In the 2001 Enron scandal (repeated by others such as WorldCom and Tyco International), independent accountants allegedly colluded with management to fabricate the company’s books. When Enron collapsed in a sea of ​​corruption, the scandal also took down the accountants, the venerable firm of Arthur Andersen, who were later convicted of obstruction of justice. In the wake of Enron, the Sarbanes-Oxley Act tightened accounting standards and established the PCAOB as an arm’s-length supervisor of the accounting profession.

Meanwhile, the rolling crypto collapse continues to reverberate. At first, it appeared that crypto was not directly involved in last Friday’s implosion of Silicon Valley Bank (SVB).
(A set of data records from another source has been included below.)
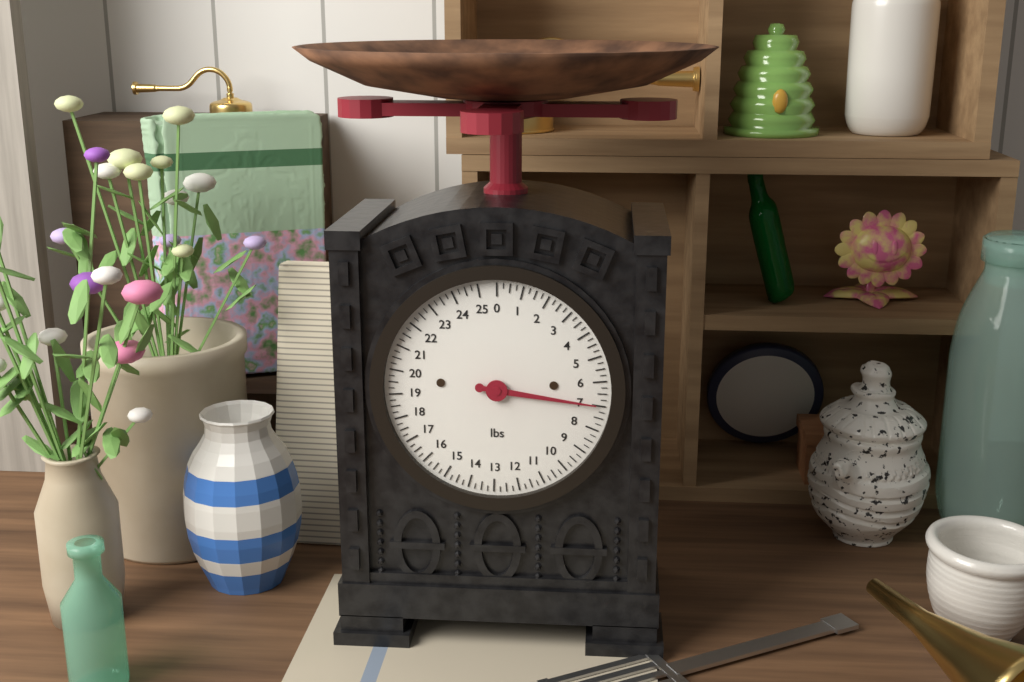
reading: 7.00 lbs
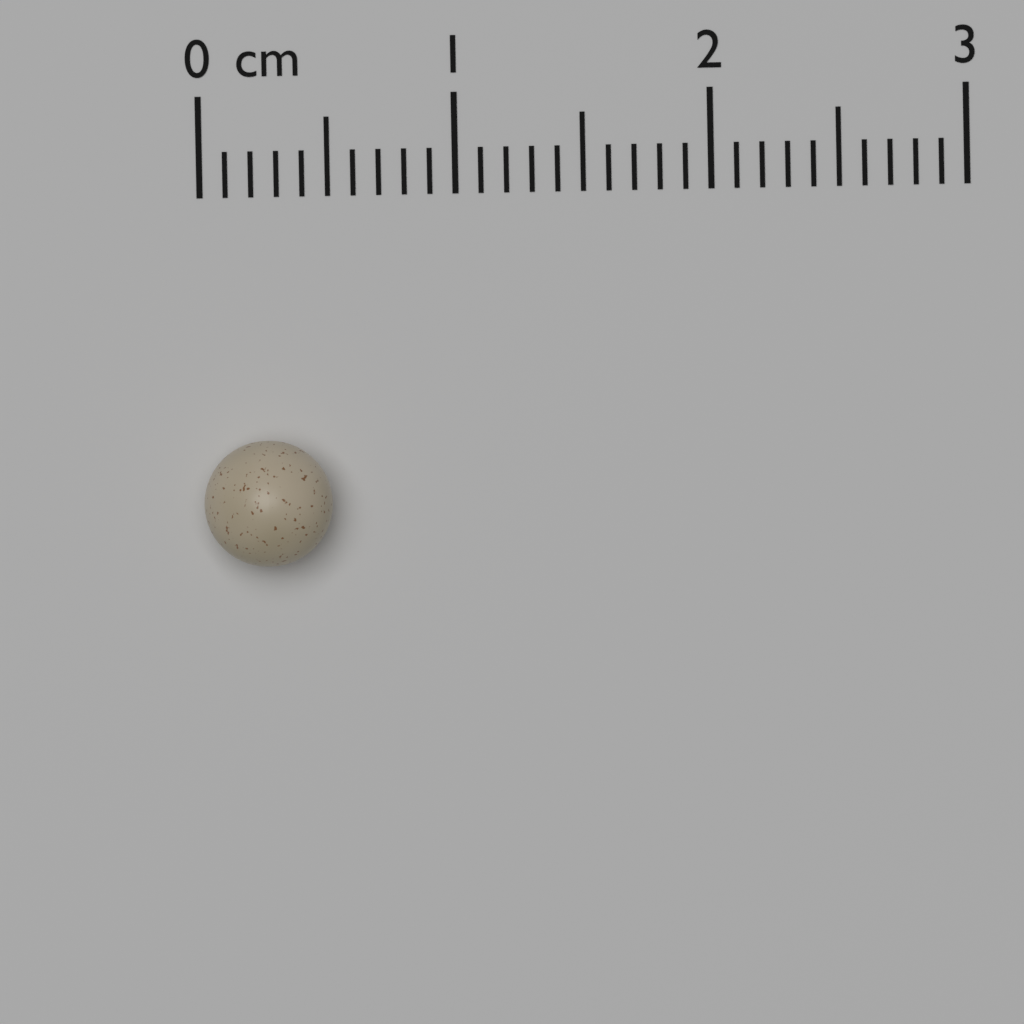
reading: 0.5 cm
But then it came out that Circle, a crypto company that issues stablecoins, had $3.3 billion of its reserves on deposit at Silicon Valley Bank. The market value of the stablecoin, called USDC, allegedly pegged to the US dollar, quickly fell well below par.

The supposedly independent certification by Grant Thornton Group of the solvency of Circle’s assets, in a PoR report issued in January, was suddenly worthless. And the volatility of other crypto startups in the Valley fueled the bank run that crashed SVP.

How many times do we have to learn that the soundness of the financial sector is only as reliable as its independent regulators?